Every growth-oriented CEO will eventually encounter the problem faced by Fred Flores. During the last five years, the CEO of Diverse Staffing Solutions in Fullerton, Calif., has enjoyed a tremendous growth spurt.
His core staff has expanded from four to 50. The number of contingent employees – those the company provides to clients on a temporary basis – has climbed in the same period from 150 to around 3,000. Revenues have grown from $1 million in 2000 to $44 million in 2004. Thanks to that performance, Diverse Staffing ranks third on this year's directory of the Hispanic Business Fastest-Growing 100® companies.
The problem? Mr. Flores attributes 40 percent of his growth to the acquisition of competing companies, and financing that expansion has involved a long, hard search for capital. Diverse Staffing has solved the problem by persistently networking and lobbying banks and other financial institutions. The company now has significant levels of revolving credit to support the company's continued growth.
Mr. Flores plans to expand geographically into the Sacramento region of California as well as markets in Arizona, Kentucky, Texas, and Canada. He projects 2005 revenues between $52 million and $55 million (the company scored a recent coup when American Honda entered into a contract for its services), and the company expects to reach the $100 million mark in three to five years.

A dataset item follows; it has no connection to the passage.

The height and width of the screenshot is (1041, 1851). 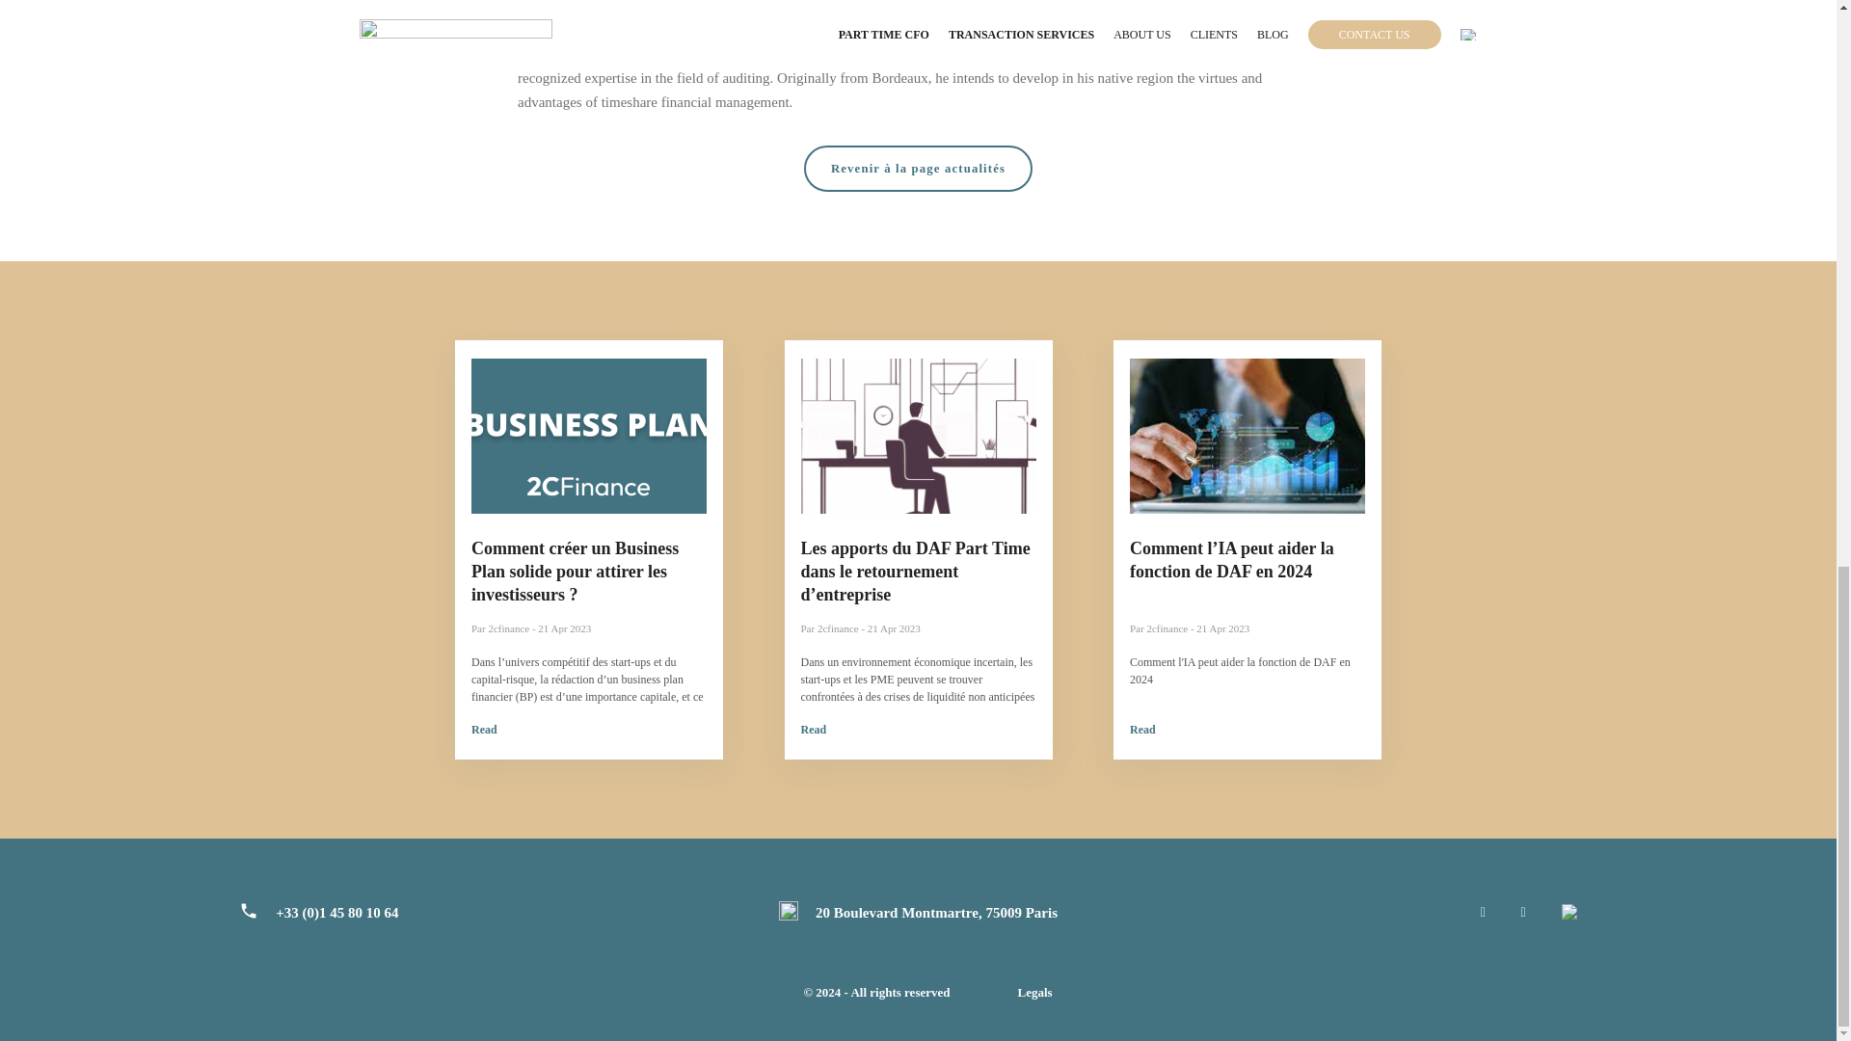 I want to click on Comment l'IA peut aider la fonction de DAF en 2024, so click(x=1240, y=671).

Aggressive acquisition worked for Mr. Flores, but the experience of the 100 Fastest-Growing Companies shows more than one way to achieve astronomical growth. LatiNode, the top company on the list for two years in a row, reports five-year revenue growth of 124,782 percent. Its core service of Internet-based telephony between the United States and Latin America combines strong market demand with money-saving technology (see story, "No Slowing for Repeat Champion").
Other CEOs among the 100 attribute their growth to the Small Business Administration's 8(a) Program. Scott Mandel, CEO of Asset Protection & Security Services in Corpus Christi, Texas, says the 8(a) program is largely responsible for the company's five-year revenue increase of 2,461.7 percent. A single major federal contract sent annual company revenues from around $800,000 to $10 million from one year to the next, he says, and employment jumped from around 60 workers to more than four times that many today.
In 2004, the company reported revenues of $20.8 million to rank number 9 on the Fastest-Growing 100. Mr. Mandel says the company is competing for one contract that would raise its annual revenues to between $58 million and $60 million.
Lack of funding nearly killed this growth almost before it started. According to Mr. Mandel, one of the company's biggest obstacles in its early days was access to capital. Banks refused to lend money despite a $10-million annual contract with the federal government. Meanwhile, the company needed a $1 million to $2 million line of credit to meet payroll for a year or so until government payments began to roll in. "No one would touch it and we were coming down to the wire," he says.
He finally found a factoring company in Dallas that would advance money based on receivables. Although more expensive than a bank loan, the factoring firm would advance 85 percent of the amount that Asset Protection invoiced the government. The factoring firm collected once the government paid in full. "Without the opportunity that they allowed us, we probably would have never been able to start that contract," says Mr. Mandel.